Leaked U.S. diplomatic cable reveals tensions between USAID and Israel.
The cable we obtained shows USAID warning the Biden administration that the Israeli military has "drastically increased the pace of evacuation orders in Gaza," worsening the humanitarian crisis. “IDF evacuation orders hindered both humanitarian access to populations in need and access to aid by civilians, increasing food, health, protection, shelter and water, sanitation, and hygiene (WASH) needs among an increasingly vulnerable population following more than ten months of conflict.” The IDF’s evacuation orders have resulted in an 80 percent reduction in water production in one part of Gaza(!), the cable reveals. You can read the entire cable in a Twitter thread posted on KlipNews.
U.S. military to assist the Secret Service through Inauguration day.

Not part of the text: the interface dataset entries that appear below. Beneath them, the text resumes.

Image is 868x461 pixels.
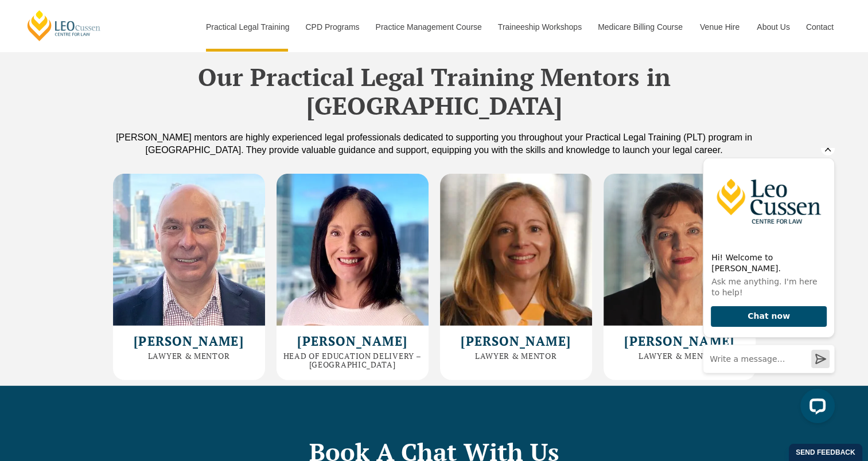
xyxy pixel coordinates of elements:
h2: [PERSON_NAME] [119,335,259,348]
a: Practical Legal Training [197,3,297,52]
a: Medicare Billing Course [589,3,691,52]
h3: Lawyer & Mentor [446,351,586,360]
a: Traineeship Workshops [490,3,589,52]
h2: [PERSON_NAME] [609,335,750,348]
button: Open LiveChat chat widget [107,241,141,275]
h3: Head of Education Delivery – [GEOGRAPHIC_DATA] [282,351,423,370]
img: Silvio De Luca Lawyer & Mentor [113,174,265,326]
img: Tracy Reeves Head of Education Delivery – QLD [277,174,428,326]
h2: [PERSON_NAME] [446,335,586,348]
a: Practice Management Course [367,3,490,52]
h3: Lawyer & Mentor [119,351,259,360]
a: Contact [797,3,842,52]
h2: Hi! Welcome to [PERSON_NAME]. [18,104,132,126]
a: About Us [748,3,797,52]
a: CPD Programs [297,3,366,52]
div: [PERSON_NAME] mentors are highly experienced legal professionals dedicated to supporting you thro... [107,131,761,157]
a: Venue Hire [691,3,748,52]
button: Send a message [117,202,136,220]
iframe: LiveChat chat widget [694,148,839,433]
img: Claire Humble Lawyer & Mentor [603,174,755,326]
h2: Our Practical Legal Training Mentors in [GEOGRAPHIC_DATA] [107,62,761,121]
input: Write a message… [10,197,140,225]
h2: [PERSON_NAME] [282,335,423,348]
p: Ask me anything. I'm here to help! [18,129,132,151]
h3: Lawyer & Mentor [609,351,750,360]
img: Leo Cussen Centre for Law [10,11,140,96]
button: Chat now [18,159,133,180]
a: [PERSON_NAME] Centre for Law [25,9,102,42]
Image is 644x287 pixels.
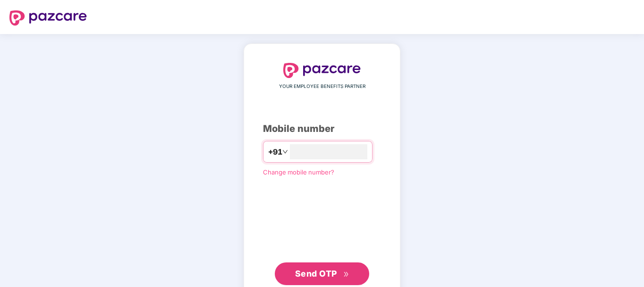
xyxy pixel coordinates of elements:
div: Mobile number [263,122,381,136]
img: logo [9,11,87,25]
a: Change mobile number? [263,168,335,176]
span: down [282,149,288,155]
span: double-right [343,271,350,278]
img: logo [283,63,361,78]
span: +91 [268,146,282,158]
span: Send OTP [295,269,338,279]
span: YOUR EMPLOYEE BENEFITS PARTNER [279,83,366,90]
button: Send OTPdouble-right [275,262,369,285]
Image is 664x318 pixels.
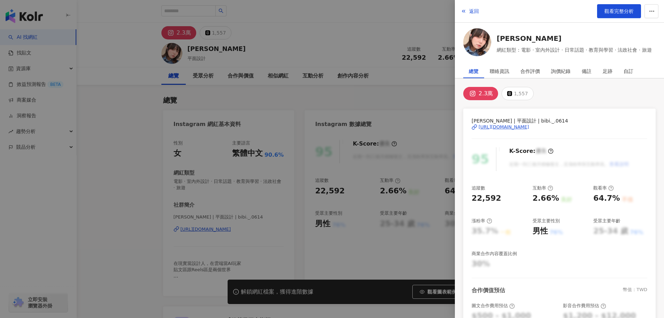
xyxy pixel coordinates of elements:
[563,302,606,308] div: 影音合作費用預估
[533,226,548,236] div: 男性
[597,4,641,18] a: 觀看完整分析
[472,124,647,130] a: [URL][DOMAIN_NAME]
[472,286,505,294] div: 合作價值預估
[593,217,620,224] div: 受眾主要年齡
[479,124,529,130] div: [URL][DOMAIN_NAME]
[490,64,509,78] div: 聯絡資訊
[582,64,591,78] div: 備註
[604,8,634,14] span: 觀看完整分析
[463,28,491,59] a: KOL Avatar
[593,185,614,191] div: 觀看率
[533,185,553,191] div: 互動率
[469,8,479,14] span: 返回
[551,64,571,78] div: 詢價紀錄
[497,46,652,54] span: 網紅類型：電影 · 室內外設計 · 日常話題 · 教育與學習 · 法政社會 · 旅遊
[624,64,633,78] div: 自訂
[463,28,491,56] img: KOL Avatar
[502,87,533,100] button: 1,557
[593,193,620,204] div: 64.7%
[514,89,528,98] div: 1,557
[533,193,559,204] div: 2.66%
[460,4,479,18] button: 返回
[472,193,501,204] div: 22,592
[603,64,612,78] div: 足跡
[509,147,553,155] div: K-Score :
[472,217,492,224] div: 漲粉率
[497,33,652,43] a: [PERSON_NAME]
[623,286,647,294] div: 幣值：TWD
[463,87,498,100] button: 2.3萬
[520,64,540,78] div: 合作評價
[469,64,479,78] div: 總覽
[472,117,647,124] span: [PERSON_NAME] | 平面設計 | bibi._.0614
[533,217,560,224] div: 受眾主要性別
[472,185,485,191] div: 追蹤數
[472,250,517,257] div: 商業合作內容覆蓋比例
[479,89,493,98] div: 2.3萬
[472,302,515,308] div: 圖文合作費用預估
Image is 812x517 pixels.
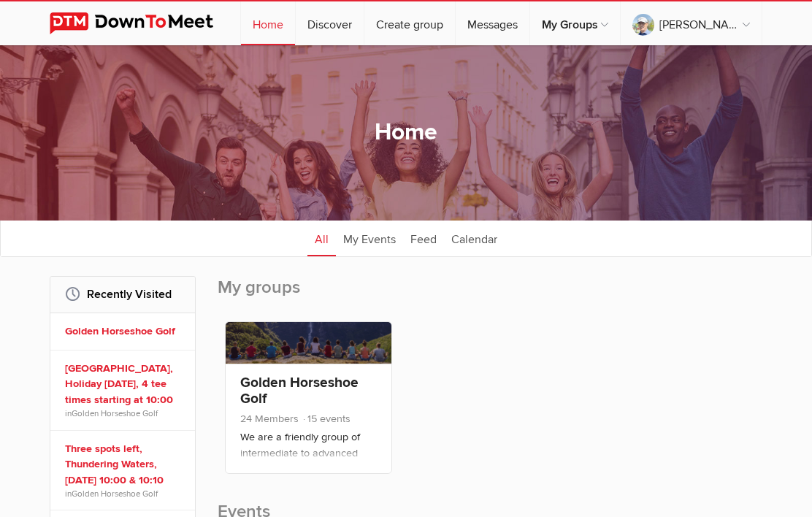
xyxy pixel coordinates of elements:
img: DownToMeet [50,13,236,35]
a: My Events [336,220,403,256]
a: Three spots left, Thundering Waters, [DATE] 10:00 & 10:10 [65,441,185,488]
h2: My groups [218,276,762,314]
span: in [65,487,185,499]
a: Golden Horseshoe Golf [72,488,158,498]
h1: Home [374,117,438,148]
span: 24 Members [240,412,299,425]
a: Messages [455,2,530,46]
a: All [308,220,336,256]
a: Golden Horseshoe Golf [240,374,358,407]
a: My Groups [531,2,620,46]
p: We are a friendly group of intermediate to advanced golfers who play up to 6 times per week in th... [240,429,377,503]
span: 15 events [302,412,351,425]
h2: Recently Visited [65,277,180,312]
a: Golden Horseshoe Golf [72,408,158,418]
a: [GEOGRAPHIC_DATA], Holiday [DATE], 4 tee times starting at 10:00 [65,361,185,408]
a: Golden Horseshoe Golf [65,324,185,340]
a: Home [241,2,295,46]
a: Feed [403,220,444,256]
span: in [65,407,185,419]
a: [PERSON_NAME] [621,2,762,46]
a: Calendar [444,220,504,256]
a: Discover [296,2,363,46]
a: Create group [364,2,455,46]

The Defense Department announced on Thursday that it would “provide assistance to the Secret Service for the presidential and vice-presidential candidates during the 2024 campaigns through Inauguration Day 2025.” The support follows a request for assistance from the Department of Homeland Security, Secret Service’s parent agency. The Secret Service’s sprawling mission entails all kinds of work unrelated to protecting current or former presidents, as we’ve previously reported. The fact that they need outside help to carry out what Secret Service itself describes as a “no-fail” mission should raise a lot of questions about whether the agency needs to be involved in, say, counterfeiting investigations (which should be the function of either the FBI or the Treasury).
And as for the military “assisting” homeland security through the elections, the transition, and the inauguration, this speaks to the unstated concerns about violence and the military’s quiet preparations to avoid another repeat of January 6. We’ll have more about this later.

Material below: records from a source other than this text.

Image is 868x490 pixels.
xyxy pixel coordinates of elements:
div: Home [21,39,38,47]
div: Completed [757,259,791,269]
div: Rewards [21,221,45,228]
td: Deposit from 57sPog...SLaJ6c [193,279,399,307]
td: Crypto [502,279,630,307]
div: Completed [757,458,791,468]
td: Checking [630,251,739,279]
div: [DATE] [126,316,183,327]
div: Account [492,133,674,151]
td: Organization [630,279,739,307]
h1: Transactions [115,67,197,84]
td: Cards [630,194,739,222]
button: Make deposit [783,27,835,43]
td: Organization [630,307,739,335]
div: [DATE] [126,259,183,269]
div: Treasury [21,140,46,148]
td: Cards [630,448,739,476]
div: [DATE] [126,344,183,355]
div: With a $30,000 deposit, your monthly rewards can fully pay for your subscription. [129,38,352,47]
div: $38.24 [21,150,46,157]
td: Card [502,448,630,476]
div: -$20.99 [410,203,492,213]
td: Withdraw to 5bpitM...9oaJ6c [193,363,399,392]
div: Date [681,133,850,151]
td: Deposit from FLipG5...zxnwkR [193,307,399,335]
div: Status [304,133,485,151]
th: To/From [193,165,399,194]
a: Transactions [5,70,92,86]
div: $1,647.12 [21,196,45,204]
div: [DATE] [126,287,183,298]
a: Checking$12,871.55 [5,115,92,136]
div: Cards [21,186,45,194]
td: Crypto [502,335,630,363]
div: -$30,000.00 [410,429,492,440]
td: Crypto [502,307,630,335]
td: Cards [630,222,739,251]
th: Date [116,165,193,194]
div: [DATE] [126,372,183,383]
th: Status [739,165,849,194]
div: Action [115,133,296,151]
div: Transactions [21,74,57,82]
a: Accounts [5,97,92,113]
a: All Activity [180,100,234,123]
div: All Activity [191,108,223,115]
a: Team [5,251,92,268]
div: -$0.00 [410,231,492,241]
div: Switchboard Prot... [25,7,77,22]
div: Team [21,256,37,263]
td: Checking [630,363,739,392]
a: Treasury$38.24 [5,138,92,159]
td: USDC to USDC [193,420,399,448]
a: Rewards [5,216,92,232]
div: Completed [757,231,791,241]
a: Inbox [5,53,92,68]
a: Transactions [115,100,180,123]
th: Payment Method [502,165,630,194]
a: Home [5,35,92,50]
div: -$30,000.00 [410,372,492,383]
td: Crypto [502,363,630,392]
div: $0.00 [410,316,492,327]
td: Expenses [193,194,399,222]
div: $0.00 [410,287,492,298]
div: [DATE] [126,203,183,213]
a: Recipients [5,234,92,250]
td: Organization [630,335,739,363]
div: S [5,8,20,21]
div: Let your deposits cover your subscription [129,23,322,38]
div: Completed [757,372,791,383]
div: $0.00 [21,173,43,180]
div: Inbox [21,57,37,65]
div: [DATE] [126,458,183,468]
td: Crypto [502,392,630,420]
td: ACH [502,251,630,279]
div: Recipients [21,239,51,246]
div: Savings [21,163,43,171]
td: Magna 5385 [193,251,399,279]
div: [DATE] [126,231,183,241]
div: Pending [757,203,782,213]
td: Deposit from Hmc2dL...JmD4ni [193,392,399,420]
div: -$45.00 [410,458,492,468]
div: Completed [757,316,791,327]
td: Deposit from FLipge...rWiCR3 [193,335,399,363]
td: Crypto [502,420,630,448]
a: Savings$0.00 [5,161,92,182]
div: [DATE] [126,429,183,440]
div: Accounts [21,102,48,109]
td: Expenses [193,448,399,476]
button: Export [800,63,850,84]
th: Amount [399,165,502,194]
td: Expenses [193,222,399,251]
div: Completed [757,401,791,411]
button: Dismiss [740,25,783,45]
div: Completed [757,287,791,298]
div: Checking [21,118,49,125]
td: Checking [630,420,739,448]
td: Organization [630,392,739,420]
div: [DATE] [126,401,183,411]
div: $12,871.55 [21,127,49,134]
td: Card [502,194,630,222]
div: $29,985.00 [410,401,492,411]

Codename of the week: KaChing. While codenames are supposed to obscure the nature of the secret programs they designate, that often isn’t the case in practice. KaChing is a highly classified CIA intelligence database of currency transaction reports used to find and track terrorists, drug dealers, money launderers, transnational organized crime syndicates, sanctions candidates and busters, and foreign intelligence services. Once again, the intelligence world is a lot less Jason Bourne and a lot more Burn After Reading.
We’re hearing that KaChing is being supplemented or replaced by a new database called Fireship.

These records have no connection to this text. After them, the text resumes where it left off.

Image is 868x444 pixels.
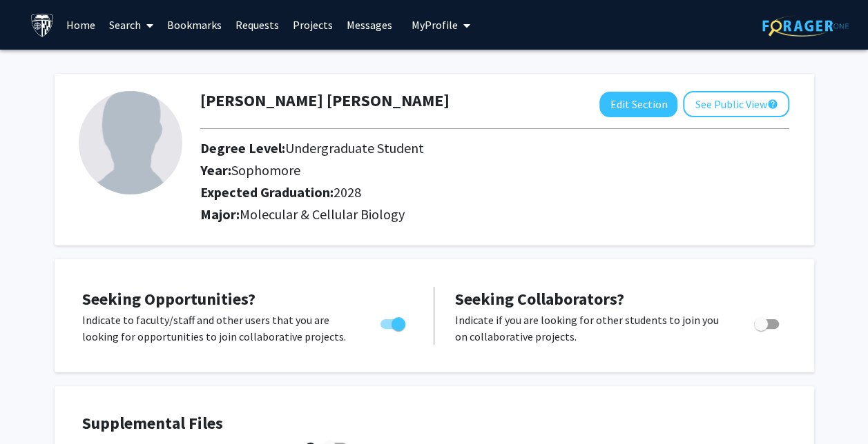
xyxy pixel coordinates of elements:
img: Johns Hopkins University Logo [30,13,54,37]
img: ForagerOne Logo [763,16,849,36]
div: Toggle [375,312,413,333]
h1: [PERSON_NAME] [PERSON_NAME] [200,91,450,111]
span: Seeking Opportunities? [82,289,255,310]
h2: Degree Level: [200,140,726,157]
a: Bookmarks [160,1,229,49]
button: See Public View [682,91,789,117]
p: Indicate if you are looking for other students to join you on collaborative projects. [455,312,727,345]
a: Home [60,1,102,49]
h2: Year: [200,162,726,178]
iframe: Chat [10,382,59,434]
h4: Supplemental Files [82,414,787,434]
span: Sophomore [231,161,300,178]
span: Seeking Collaborators? [455,289,624,310]
h2: Major: [200,206,789,222]
span: 2028 [334,184,362,201]
div: Toggle [749,312,787,333]
a: Messages [340,1,399,49]
a: Search [102,1,160,49]
mat-icon: help [766,96,777,112]
button: Edit Section [600,91,677,117]
span: Molecular & Cellular Biology [240,205,405,222]
img: Profile Picture [79,91,182,195]
h2: Expected Graduation: [200,184,726,201]
span: My Profile [412,18,458,32]
p: Indicate to faculty/staff and other users that you are looking for opportunities to join collabor... [82,312,355,345]
a: Projects [286,1,340,49]
a: Requests [229,1,286,49]
span: Undergraduate Student [286,140,424,157]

Hypeland Security, I mean Homeland Security, warns of “Attack on Energy Facility in anti-Israel Action.” That quote is from the title of a restricted intelligence report the Department of Homeland Security circulated to local police across the country that we obtained this week. Sounds pretty ominous, right? An attack on an energy facility, that must be an oil facility, imagine if it blew up! But what the title doesn't make clear is that the "energy facility" was a single solar panel array and the "attack" produced minor damage. Consequences of the attack shown in photo of the solar panel array below:
Outstanding work as usual. I just wonder how much time the State Department and Pentagon spend on trying to figure out who your sources are. Has to really piss them off, not to mention being the envy of your peers as well.
More remarks like “Hypeland Security,” please.